Exploring terminfo

Chris Angelico rosuav at gmail.com
Sat Jan 16 18:40:59 EST 2021


On Sun, Jan 17, 2021 at 10:36 AM Greg Ewing <greg.ewing at canterbury.ac.nz> wrote:
>
> On 16/01/21 4:17 pm, Chris Angelico wrote:
> > But somewhere along the way, you're finding that there's a problem,
> > which implies that SOMETHING is calling on C stdio. That thing,
> > surely, should be the thing responsible for flushing?
>
> The C library using stdio has no way of knowing that something
> else (e.g. Python) is bypassing stdio. That's an unusual thing
> to do in the C world, so you can't really blame the authors
> of the library for failing to anticipate it.
>
> It's also unreasonable to expect a C library to flush after
> every write, as that would defeat the purpose of stdio buffering.
>

This is true. However, at some point, the boundary is crossed from
Python into the C library. Something, at that point, knows. It's very
common to have a flush option available, so it should be used.

It's extremely uncommon for Python to call into C code that (a) uses C
stdio, (b) shares the file handle with something else (eg
stdout/stderr), and (c) doesn't have an option to flush its output.
And when that happens, I would consider it a bug, not just because of
the shared handle - if you're piping the output into something else,
you might need to force it to flush its buffer.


• [Task item]
Omit the pictures and return every entry exactly as written.

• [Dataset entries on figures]
"""

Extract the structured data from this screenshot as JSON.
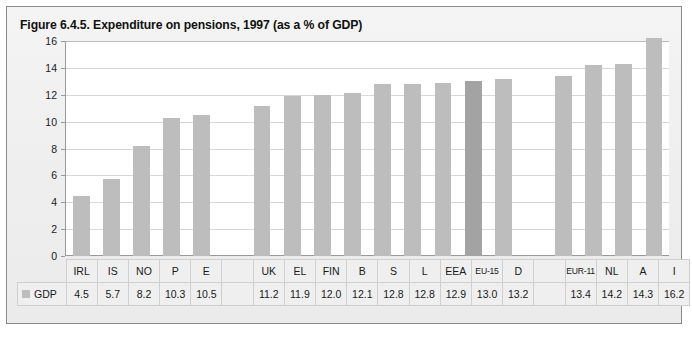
{
  "figure": {
    "title": "Figure 6.4.5. Expenditure on pensions, 1997 (as a % of GDP)",
    "legend_label": "GDP",
    "legend_swatch_color": "#bdbdbd"
  },
  "colors": {
    "bar": "#bdbdbd",
    "bar_highlight": "#a3a3a3",
    "plot_background": "#ffffff",
    "panel_background": "#f0f0f0",
    "gridline": "#d8d8d8",
    "axis": "#9a9a9a",
    "table_cell_background": "#efefef",
    "table_border": "#cfcfcf",
    "text": "#1a1a1a"
  },
  "chart_data": {
    "type": "bar",
    "title": "Figure 6.4.5. Expenditure on pensions, 1997 (as a % of GDP)",
    "xlabel": "",
    "ylabel": "",
    "ylim": [
      0,
      16
    ],
    "yticks": [
      0,
      2,
      4,
      6,
      8,
      10,
      12,
      14,
      16
    ],
    "grid": true,
    "legend_position": "table-row-header",
    "series": [
      {
        "name": "GDP",
        "categories": [
          "IRL",
          "IS",
          "NO",
          "P",
          "E",
          "",
          "UK",
          "EL",
          "FIN",
          "B",
          "S",
          "L",
          "EEA",
          "EU-15",
          "D",
          "",
          "EUR-11",
          "NL",
          "A",
          "I"
        ],
        "values": [
          4.5,
          5.7,
          8.2,
          10.3,
          10.5,
          null,
          11.2,
          11.9,
          12.0,
          12.1,
          12.8,
          12.8,
          12.9,
          13.0,
          13.2,
          null,
          13.4,
          14.2,
          14.3,
          16.2
        ],
        "highlight_categories": [
          "EU-15"
        ]
      }
    ]
  },
  "columns": [
    {
      "label": "IRL",
      "value": "4.5",
      "num": 4.5,
      "highlight": false,
      "blank": false,
      "narrow": false
    },
    {
      "label": "IS",
      "value": "5.7",
      "num": 5.7,
      "highlight": false,
      "blank": false,
      "narrow": false
    },
    {
      "label": "NO",
      "value": "8.2",
      "num": 8.2,
      "highlight": false,
      "blank": false,
      "narrow": false
    },
    {
      "label": "P",
      "value": "10.3",
      "num": 10.3,
      "highlight": false,
      "blank": false,
      "narrow": false
    },
    {
      "label": "E",
      "value": "10.5",
      "num": 10.5,
      "highlight": false,
      "blank": false,
      "narrow": false
    },
    {
      "label": "",
      "value": "",
      "num": null,
      "highlight": false,
      "blank": true,
      "narrow": false
    },
    {
      "label": "UK",
      "value": "11.2",
      "num": 11.2,
      "highlight": false,
      "blank": false,
      "narrow": false
    },
    {
      "label": "EL",
      "value": "11.9",
      "num": 11.9,
      "highlight": false,
      "blank": false,
      "narrow": false
    },
    {
      "label": "FIN",
      "value": "12.0",
      "num": 12.0,
      "highlight": false,
      "blank": false,
      "narrow": false
    },
    {
      "label": "B",
      "value": "12.1",
      "num": 12.1,
      "highlight": false,
      "blank": false,
      "narrow": false
    },
    {
      "label": "S",
      "value": "12.8",
      "num": 12.8,
      "highlight": false,
      "blank": false,
      "narrow": false
    },
    {
      "label": "L",
      "value": "12.8",
      "num": 12.8,
      "highlight": false,
      "blank": false,
      "narrow": false
    },
    {
      "label": "EEA",
      "value": "12.9",
      "num": 12.9,
      "highlight": false,
      "blank": false,
      "narrow": false
    },
    {
      "label": "EU-15",
      "value": "13.0",
      "num": 13.0,
      "highlight": true,
      "blank": false,
      "narrow": true
    },
    {
      "label": "D",
      "value": "13.2",
      "num": 13.2,
      "highlight": false,
      "blank": false,
      "narrow": false
    },
    {
      "label": "",
      "value": "",
      "num": null,
      "highlight": false,
      "blank": true,
      "narrow": false
    },
    {
      "label": "EUR-11",
      "value": "13.4",
      "num": 13.4,
      "highlight": false,
      "blank": false,
      "narrow": true
    },
    {
      "label": "NL",
      "value": "14.2",
      "num": 14.2,
      "highlight": false,
      "blank": false,
      "narrow": false
    },
    {
      "label": "A",
      "value": "14.3",
      "num": 14.3,
      "highlight": false,
      "blank": false,
      "narrow": false
    },
    {
      "label": "I",
      "value": "16.2",
      "num": 16.2,
      "highlight": false,
      "blank": false,
      "narrow": false
    }
  ],
  "y_axis": {
    "ticks": [
      "16",
      "14",
      "12",
      "10",
      "8",
      "6",
      "4",
      "2",
      "0"
    ]
  }
}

"""

• [Expected output]
Extract the structured data from this screenshot as JSON.
{
  "figure": {
    "title": "Figure 6.4.5. Expenditure on pensions, 1997 (as a % of GDP)",
    "legend_label": "GDP",
    "legend_swatch_color": "#bdbdbd"
  },
  "colors": {
    "bar": "#bdbdbd",
    "bar_highlight": "#a3a3a3",
    "plot_background": "#ffffff",
    "panel_background": "#f0f0f0",
    "gridline": "#d8d8d8",
    "axis": "#9a9a9a",
    "table_cell_background": "#efefef",
    "table_border": "#cfcfcf",
    "text": "#1a1a1a"
  },
  "chart_data": {
    "type": "bar",
    "title": "Figure 6.4.5. Expenditure on pensions, 1997 (as a % of GDP)",
    "xlabel": "",
    "ylabel": "",
    "ylim": [
      0,
      16
    ],
    "yticks": [
      0,
      2,
      4,
      6,
      8,
      10,
      12,
      14,
      16
    ],
    "grid": true,
    "legend_position": "table-row-header",
    "series": [
      {
        "name": "GDP",
        "categories": [
          "IRL",
          "IS",
          "NO",
          "P",
          "E",
          "",
          "UK",
          "EL",
          "FIN",
          "B",
          "S",
          "L",
          "EEA",
          "EU-15",
          "D",
          "",
          "EUR-11",
          "NL",
          "A",
          "I"
        ],
        "values": [
          4.5,
          5.7,
          8.2,
          10.3,
          10.5,
          null,
          11.2,
          11.9,
          12.0,
          12.1,
          12.8,
          12.8,
          12.9,
          13.0,
          13.2,
          null,
          13.4,
          14.2,
          14.3,
          16.2
        ],
        "highlight_categories": [
          "EU-15"
        ]
      }
    ]
  },
  "columns": [
    {
      "label": "IRL",
      "value": "4.5",
      "num": 4.5,
      "highlight": false,
      "blank": false,
      "narrow": false
    },
    {
      "label": "IS",
      "value": "5.7",
      "num": 5.7,
      "highlight": false,
      "blank": false,
      "narrow": false
    },
    {
      "label": "NO",
      "value": "8.2",
      "num": 8.2,
      "highlight": false,
      "blank": false,
      "narrow": false
    },
    {
      "label": "P",
      "value": "10.3",
      "num": 10.3,
      "highlight": false,
      "blank": false,
      "narrow": false
    },
    {
      "label": "E",
      "value": "10.5",
      "num": 10.5,
      "highlight": false,
      "blank": false,
      "narrow": false
    },
    {
      "label": "",
      "value": "",
      "num": null,
      "highlight": false,
      "blank": true,
      "narrow": false
    },
    {
      "label": "UK",
      "value": "11.2",
      "num": 11.2,
      "highlight": false,
      "blank": false,
      "narrow": false
    },
    {
      "label": "EL",
      "value": "11.9",
      "num": 11.9,
      "highlight": false,
      "blank": false,
      "narrow": false
    },
    {
      "label": "FIN",
      "value": "12.0",
      "num": 12.0,
      "highlight": false,
      "blank": false,
      "narrow": false
    },
    {
      "label": "B",
      "value": "12.1",
      "num": 12.1,
      "highlight": false,
      "blank": false,
      "narrow": false
    },
    {
      "label": "S",
      "value": "12.8",
      "num": 12.8,
      "highlight": false,
      "blank": false,
      "narrow": false
    },
    {
      "label": "L",
      "value": "12.8",
      "num": 12.8,
      "highlight": false,
      "blank": false,
      "narrow": false
    },
    {
      "label": "EEA",
      "value": "12.9",
      "num": 12.9,
      "highlight": false,
      "blank": false,
      "narrow": false
    },
    {
      "label": "EU-15",
      "value": "13.0",
      "num": 13.0,
      "highlight": true,
      "blank": false,
      "narrow": true
    },
    {
      "label": "D",
      "value": "13.2",
      "num": 13.2,
      "highlight": false,
      "blank": false,
      "narrow": false
    },
    {
      "label": "",
      "value": "",
      "num": null,
      "highlight": false,
      "blank": true,
      "narrow": false
    },
    {
      "label": "EUR-11",
      "value": "13.4",
      "num": 13.4,
      "highlight": false,
      "blank": false,
      "narrow": true
    },
    {
      "label": "NL",
      "value": "14.2",
      "num": 14.2,
      "highlight": false,
      "blank": false,
      "narrow": false
    },
    {
      "label": "A",
      "value": "14.3",
      "num": 14.3,
      "highlight": false,
      "blank": false,
      "narrow": false
    },
    {
      "label": "I",
      "value": "16.2",
      "num": 16.2,
      "highlight": false,
      "blank": false,
      "narrow": false
    }
  ],
  "y_axis": {
    "ticks": [
      "16",
      "14",
      "12",
      "10",
      "8",
      "6",
      "4",
      "2",
      "0"
    ]
  }
}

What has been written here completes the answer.